Too often, black leadership lives only as long as those that remember them lift up their names. By that I mean we seldom institutionalize what they said, how they said it and when they said it, but we fail to institutionalize the spirit that they lived by into mechanisms to address what they lived for. Did you know that Malcolm X never published his work? The Autobiography of Malcolm X, which inspired and continues to inspire millions around the world, was his story as written by Alex Haley, but not his thoughts, philosophy or more importantly his prophetic recommendations of what he thought should come next. He left the world with his speeches, but we failed to capitalize on his mission by creating and supporting sustainable institutions to keep their knowledge flowing into the next generation in a way that is reflected beyond t-shirts and catch phrases.

But even when there is amazing documentation or a legacy of work, the institutions we have are too shortsighted or ill-equipped to secure such works. The vast personal library of Dr. Carter G. Woodson, historian and creator of Black History Month, does not sit at Morehouse, Howard or Hampton, but rather at Emory University. Now don’t get me wrong. I appreciate that the staff at Emory valued this history enough to dedicate resources to securing, managing, and displaying it to the world. I just wish that we would take more interest in our stories and history to do the same.

The Malcolm X papers and the historic Amistad find themselves at Columbia and Tulane, again disconnected from institutions managed and controlled by the very people many of these figures worked to inform and empower.

So what is the point? Stop. Let’s stop this right now. Because it is not just about the people whose names I have mentioned and those like Gil Scott Herron, or Dr. Dorothy Height, or Ozzie Davis, but it is my grandmother’s and your great uncle’s stories that I am worried about also. Do our children know where they come from, the stories that are a reflection of that history and connect themselves to something bigger and older than pop culture? Well, they can’t if we don’t. So please join me in a black family holiday project.

1. Identify the two youngest generations in the family to be the history collectors.

2. Assign some to be writers and others recorders.

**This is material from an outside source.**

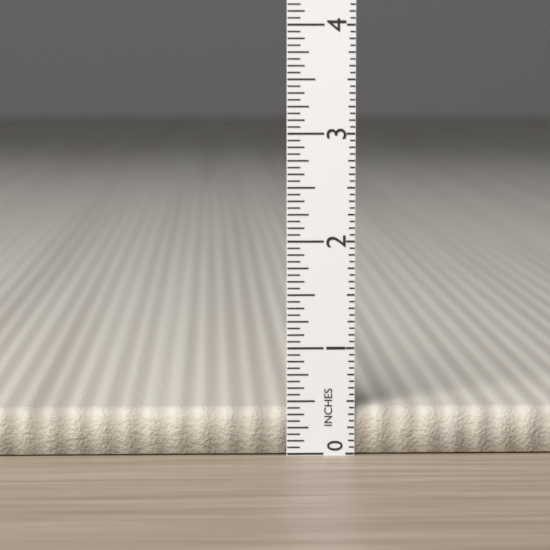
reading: 0.4375 in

And provide them with the paper, pens, audio, and video recorders.

3. Identify the ten oldest members of your family and spend Thanksgiving and Christmas doing interviews of each elder.

4. Have them put together the written, audio, and video pieces, and every year continue to interview more members of the family.

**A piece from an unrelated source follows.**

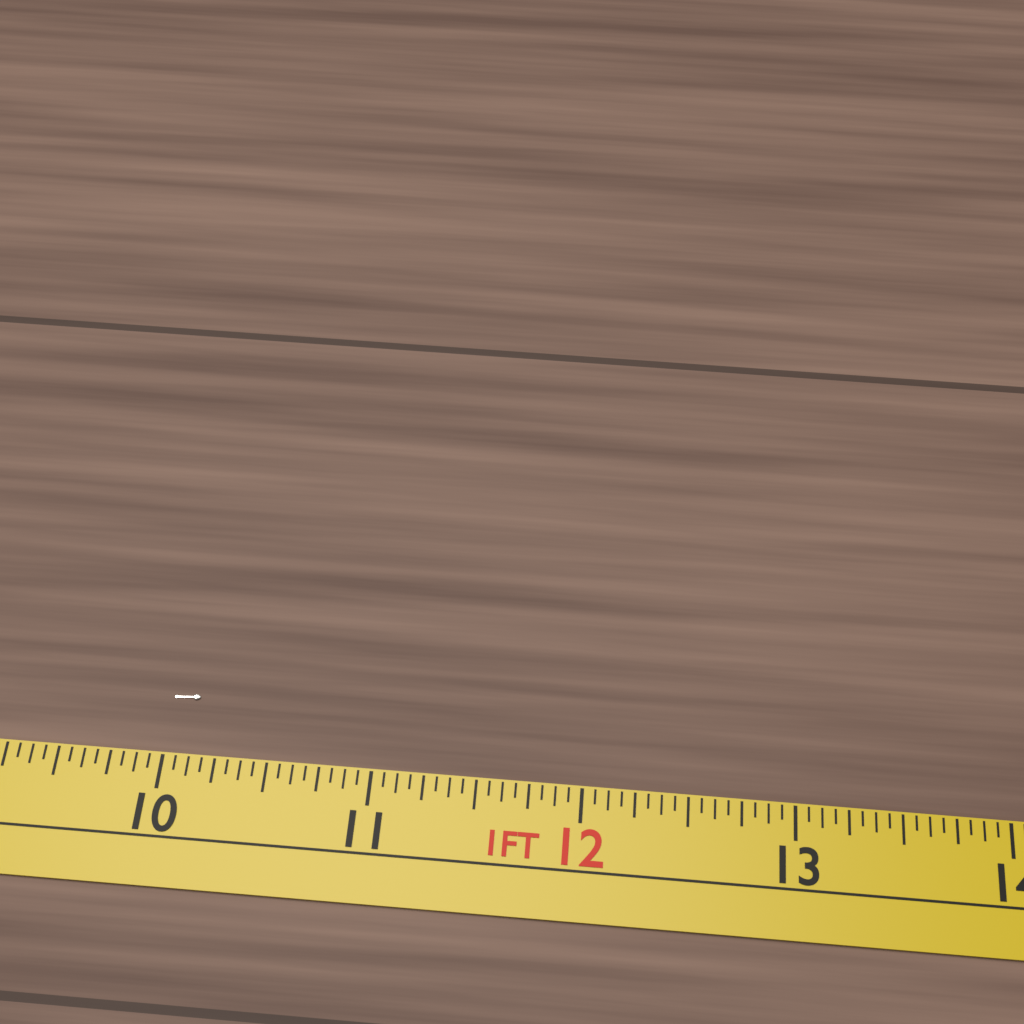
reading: 10.1250 in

5. Store this in a safe deposit box if you can afford it and in a safe space at home if not.

6. Twice a year at least find a weekend to talk to the family, the children in particular about that history and find out what they think about it.

I have a mentee in Ohio who is doing amazing work. He is a Chemistry/Pre-Med major with a minor in Africana Studies, is working with several organizations, and pushing to make a difference. When asked what motivates him to work so hard, he talked about his grandfather who worked in a factory in his hometown. He said that in nearly 50 years of work his grandfather missed only four days. He said that if his grandfather could work that hard with next to no opportunity, what right did he have to not get up everyday and work hard? That is the power of knowing where you come from. But so often our kids have no inspiration to pull from because we don’t tell the stories in a way that connects to them. Please do this project with me. Collect the stories, chronicle the history, share it and continue to build upon it. If we don’t, who will?

As always, I am Jeff and that’s my truth.